Tesco sued over tyre-pumping row

Jenni Crowly
Mrs Crowly has fibro myalgia, which affects her muscles and causes fatigue

A woman with disabilities is suing Tesco because it will not allow staff to pump up her car tyres.

Jenni Crowly, 51, from Connah's Quay, Flintshire, told Mold County Court staff at the Mold store refused to help her because they were not insured.

She is now suing the supermarket giant under the Disability Discrimination Act saying the rules make it impossible for her to use the free air service.

Tesco said it had an arrangement with a tyre shop to help disabled drivers.

Mrs Crowly has fibro myalgia, which affects her muscles, causes pain and fatigue, and she has arthritis requiring regular cortisone injections.

She had difficulty pumping up her tyres because she could not bend down and maintain the pressure on the nozzle without suffering great pain, she told the court.

Mrs Crowly said that for a couple of years her tyre pressures had been checked by staff at the Tesco filling station at Broughton but staff at the Mold store had refused.

Tesco store at Mold
On 10 March 2007, she was refused assistance by staff member Lynn Dutton who said that it was a matter of insurance.

Mrs Dutton told the court she was aware of a policy not to pump anyone's tyres but she had since been informed that it was for health and safety reasons.

Rob Parkin, the store manager at the time said a mediation meeting had been held and it had been agreed that staff could hold the hose to prevent any pressure on the customer from the hose re-coiling.

It had an arrangement with a local tyre shop to check the tyres of anyone who had difficulty and Mrs Crowly had been offered that.

Company policy

Richard Jackson, Tesco's petrol stations operations manager for the UK, told the court there were clear health and safety reasons why staff should not pump up motorists' tyres and that had been company policy since 2001.

Updated policies to that effect were now being sent to petrol stations, he said.

But Mrs Crowly's solicitor Bernie Culshaw said he could not see any distinction between agreeing to hold the hose than holding the nozzle.

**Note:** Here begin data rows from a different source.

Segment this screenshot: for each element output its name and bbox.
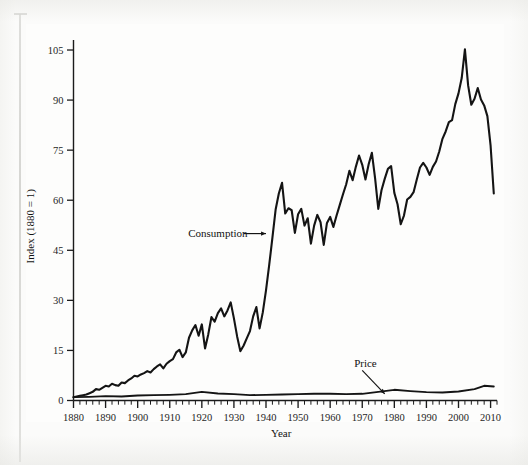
x-tick-label: 1980: [384, 412, 405, 423]
x-tick-label: 1960: [320, 412, 341, 423]
y-tick-label: 90: [53, 95, 64, 106]
x-tick-label: 1890: [95, 412, 116, 423]
figure-container: 0153045607590105188018901900191019201930…: [0, 0, 528, 465]
annotation-arrow-head: [261, 231, 266, 235]
x-tick-label: 1990: [416, 412, 437, 423]
chart-annotations: ConsumptionPrice: [188, 227, 384, 394]
y-tick-label: 105: [48, 45, 64, 56]
y-tick-label: 0: [58, 395, 63, 406]
x-tick-label: 2010: [480, 412, 501, 423]
x-tick-label: 1930: [223, 412, 244, 423]
y-tick-label: 60: [53, 195, 64, 206]
annotation-label: Price: [354, 357, 377, 369]
y-tick-label: 30: [53, 295, 64, 306]
x-tick-label: 1940: [256, 412, 277, 423]
axes: 0153045607590105188018901900191019201930…: [48, 40, 501, 423]
x-tick-label: 2000: [448, 412, 469, 423]
x-tick-label: 1900: [127, 412, 148, 423]
y-tick-label: 45: [53, 245, 64, 256]
x-tick-label: 1970: [352, 412, 373, 423]
series-line-price: [74, 386, 494, 397]
line-chart: 0153045607590105188018901900191019201930…: [0, 0, 528, 465]
x-tick-label: 1880: [63, 412, 84, 423]
y-tick-label: 15: [53, 345, 64, 356]
data-series: [74, 49, 494, 397]
series-line-consumption: [74, 49, 494, 397]
y-tick-label: 75: [53, 145, 64, 156]
x-tick-label: 1910: [159, 412, 180, 423]
x-tick-label: 1950: [288, 412, 309, 423]
y-axis-title: Index (1880 = 1): [24, 189, 37, 264]
x-tick-label: 1920: [191, 412, 212, 423]
annotation-label: Consumption: [188, 227, 248, 239]
x-axis-title: Year: [271, 427, 292, 439]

It was the customer who set the machine.

Solicitor advocate Toby Starr, for Tesco, said that the store did not provide a tyre pumping service to anyone. It was a facility and not a service.

Tesco was not a garage and if it inflated tyres then it would have to have extra trained staff in order to do so and substantially alter its business, he told the court.

The company did not help anyone to pump their tyres and was not being discriminatory, he added.

Tesco would also have to rethink its policy on a national scale if the judgement went against them, Mr Starr said.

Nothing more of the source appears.